The world’s biggest coal strip mine is in the north of Colombia. It opened in the 1980s, enabling the British Government, assured of plentiful cheap Colombian coal, to destroy the British coal mining industry.
To build the Cerrejon mine, the mining company and the Colombian State forcibly removed Black and Indigenous Colombians from their ancestral lands with inadequate compensation – or no compensation at all.
The companies that now own the mine – Anglo American, BHPBilliton and Xstrata – are all listed on the London Stock Exchange and have offices in London. Anglo American has its headquarters there.
Meanwhile, a gold mining company is exploring an area in Bolivar province cleared of small scale miners by brutal paramilitaries. The company is owned by AngloGoldAshanti – a subsidiary of Anglo American.
British companies are profiting from massacres, human rights abuses and environmental destruction in the most blood-soaked country in the Western hemisphere.
Richard Solly, who works with Partizans and the Colombia Solidarity Campaign, will give an illustrated eye-witness account of the impacts of multinational mining in Colombia and ideas for action.

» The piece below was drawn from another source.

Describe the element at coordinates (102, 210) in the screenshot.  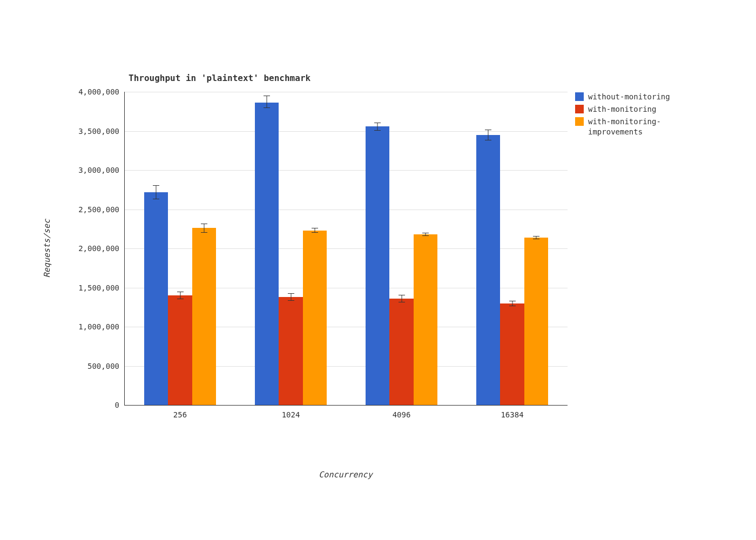
I see `y-tick-label: 2,500,000` at that location.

The Colombia Solidarity Campaign campaigns for a socially just and
sustainable peace in Colombia based on a respect of human rights and an
end to foreign military intervention.
Colombia. It promises to be a very interesting talk so - if you are interested in Latin America/ indigenous rights/ corporate responsibility or ecology - COME!
The world’s biggest coal strip mine is in the north of Colombia. It opened in the 1980s, enabling the British Government, assured of plentiful cheap Colombian coal, to destroy the British coal mining industry.
To build the Cerrejon mine, the mining company and the Colombian State forcibly removed Black and Indigenous Colombians from their ancestral lands with inadequate compensation – or no compensation at all.
The companies that now own the mine – Anglo American, BHPBilliton and Xstrata – are all listed on the London Stock Exchange and have offices in London. Anglo American has its headquarters there.
Meanwhile, a gold mining company is exploring an area in Bolivar province cleared of small scale miners by brutal paramilitaries. The company is owned by AngloGoldAshanti – a subsidiary of Anglo American.
British companies are profiting from massacres, human rights abuses and environmental destruction in the most blood-soaked country in the Western hemisphere.
Richard Solly, who works with Partizans and the Colombia Solidarity Campaign, will give an illustrated eye-witness account of the impacts of multinational mining in Colombia and ideas for action.
The Colombia Solidarity Campaign campaigns for a socially just and
sustainable peace in Colombia based on a respect of human rights and an
end to foreign military intervention.